Hard-selling AI by non-HR example
Salesforce's recent announcement to halt software engineer hiring in 2025 highlights the impact of AI on job displacement. The company's success in using AI to improve productivity and reduce sales forces demonstrates the potential for broader AI ...

Salesforce is ahead of the curve by virtue of its product portfolio, and serves as a marker for AI's progress in agent-based customer roles across Fortune 500 companies. Its wide distribution model underscores potential job displacement from the back to the front office. The company has shed skittishness about going public with the savings it's delivering to its enterprise customers, an issue most companies soft-pedal. The data on which Salesforce's bots train are provided by its customers, reducing the scope of errors of judgement generative AI is prone to. The company has also developed a revenue model that benefits from shrunken sales forces at its client organisations.
There is now a financial benchmark to AI adoption that companies can chase. That they are not doing it more aggressively is a factor of backward integration of AI processes from the customer interface. This is a more sedate process driven by managerial acceptance of technology. In the case of AI, business leaders also need to review a broader set of issues, including corporate governance and organisational structure. Salesforce has demonstrated productivity enhancement in common business practices. Bigger job displacement awaits companies successfully applying AI to parts of their businesses that make them unique. The Salesforce example could help them focus their minds.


- ACTION ITEM
Below are records to give again exactly; omit each image they contain.
::::
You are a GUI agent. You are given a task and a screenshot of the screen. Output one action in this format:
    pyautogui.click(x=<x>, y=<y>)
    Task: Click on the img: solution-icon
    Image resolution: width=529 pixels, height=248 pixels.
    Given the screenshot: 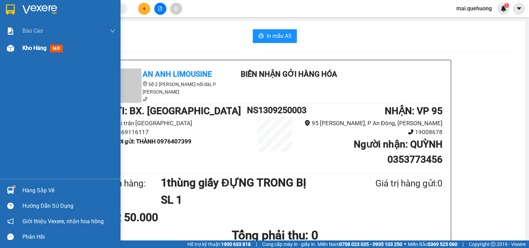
::::
- TASK ANSWER
You are a GUI agent. You are given a task and a screenshot of the screen. Output one action in this format:
    pyautogui.click(x=<x>, y=<y>)
    Task: Click on the img: solution-icon
    Image resolution: width=529 pixels, height=248 pixels.
    Given the screenshot: 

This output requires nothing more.